Writing on the Guardian newspaper website, evangelical Christian Iain Baxter, who describes himself as “not a typical gay activist” describes his own presence with the media in Jerusalem for the Global Anglican Futures Conference – a gathering of those who want to see a much tougher and more restrictive policy for the 78 million Communion.

Mr Baxter has been reporting for the Lesbian and Gay Christian Movement in the UK, though he himself is based in Egypt.

Along with Guardian religion correspondent Riazat Butt, a Muslim, he was the reporter asking pointed questions to Archbishops Peter Akinola of Nigeria and Henry Orombi of Uganda over violence against gays.

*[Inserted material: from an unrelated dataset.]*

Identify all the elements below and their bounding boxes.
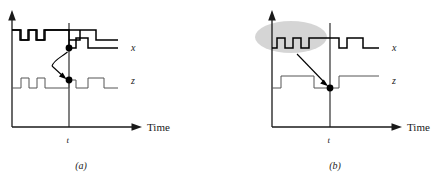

Mr Baxter wrote yesterday: “I am an evangelical because I believe in the supernatural power of God to change people. I believe that God revealed himself in Jesus and showed his love by even being prepared to die for us. I believe that this was more than the action of a great man, and that this is demonstrated by his rising from the dead. These are orthodox Christian views that I share with Christians all over the world. I also believe that it is not wrong to be gay, lesbian, bisexual or transgender.”

He added: “I am marching in the Jerusalem pride march today [26 June 2008] because, as a Christian, I believe that Jesus came to set people free from legalism, that God loves us just as we are. Jesus said the greatest commandment was to ‘Love the Lord your God with all your heart, and all your soul, and all your mind’. And the second was like it: ‘Love your neighbour as yourself’.”

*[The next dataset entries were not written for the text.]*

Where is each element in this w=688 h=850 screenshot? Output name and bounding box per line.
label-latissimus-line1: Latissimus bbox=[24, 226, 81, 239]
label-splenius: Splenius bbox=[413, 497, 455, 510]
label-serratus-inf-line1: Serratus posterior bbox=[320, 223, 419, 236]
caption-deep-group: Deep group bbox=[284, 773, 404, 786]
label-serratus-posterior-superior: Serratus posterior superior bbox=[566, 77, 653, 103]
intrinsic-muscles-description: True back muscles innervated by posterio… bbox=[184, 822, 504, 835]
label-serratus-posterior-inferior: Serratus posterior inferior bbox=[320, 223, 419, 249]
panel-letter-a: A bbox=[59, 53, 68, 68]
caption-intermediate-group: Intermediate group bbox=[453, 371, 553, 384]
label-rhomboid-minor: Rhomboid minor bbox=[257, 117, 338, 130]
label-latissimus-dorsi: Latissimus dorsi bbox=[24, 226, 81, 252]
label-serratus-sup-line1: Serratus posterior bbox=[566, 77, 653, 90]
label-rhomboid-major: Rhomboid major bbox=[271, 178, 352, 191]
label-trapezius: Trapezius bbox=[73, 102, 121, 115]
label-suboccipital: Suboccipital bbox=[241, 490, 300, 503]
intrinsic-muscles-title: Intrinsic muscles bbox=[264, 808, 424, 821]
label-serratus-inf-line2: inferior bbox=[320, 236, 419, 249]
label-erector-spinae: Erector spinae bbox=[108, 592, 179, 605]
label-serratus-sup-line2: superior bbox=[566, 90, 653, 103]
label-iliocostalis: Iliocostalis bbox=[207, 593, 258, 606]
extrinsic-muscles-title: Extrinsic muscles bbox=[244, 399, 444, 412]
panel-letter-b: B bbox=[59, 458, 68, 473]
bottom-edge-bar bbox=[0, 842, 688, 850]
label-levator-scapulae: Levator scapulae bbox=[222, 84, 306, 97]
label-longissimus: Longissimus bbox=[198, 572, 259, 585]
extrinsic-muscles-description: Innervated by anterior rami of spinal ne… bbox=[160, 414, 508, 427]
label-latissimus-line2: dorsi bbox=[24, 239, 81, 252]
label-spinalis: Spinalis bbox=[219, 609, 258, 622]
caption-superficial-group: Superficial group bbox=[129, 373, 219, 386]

Though hardliners regularly accuse all their opponents of being ‘liberal’, a growing number of conservative and evangelical Christians have been calling for the churches to have a change of heart and mind on the sexuality issue – including Presbyterian theologian Dr Jack Rogers and the British group Accepting Evangelicals.

Meanwhile, President Mugabe’s endorsement of their cause will be of little succour to anti-gay activists.

In a paper published by the UK religion and society think-tank today, Savitri Hensman, who lives and works in Britain but was born in Sri Lanka, writes: “This has sometimes been portrayed as a conflict between ‘conservatives’ and ‘liberals’. Yet those arguing contrary views tend to emphasise some aspects of tradition and reject others: both could be regarded as conservative in certain ways, liberal or radical in others. And there are churchgoers who are quite conservative on many matters yet who are far from happy with the approach to Anglicanism adopted by some reform movements seeking to rid the church of ‘liberalism’.”

Her research essay, ‘Tradition, change and the new Anglicanism’, locates ‘Anglican wars’ in the larger arena of the church’s long history, the struggle against authoritarianism and the global quest for human rights.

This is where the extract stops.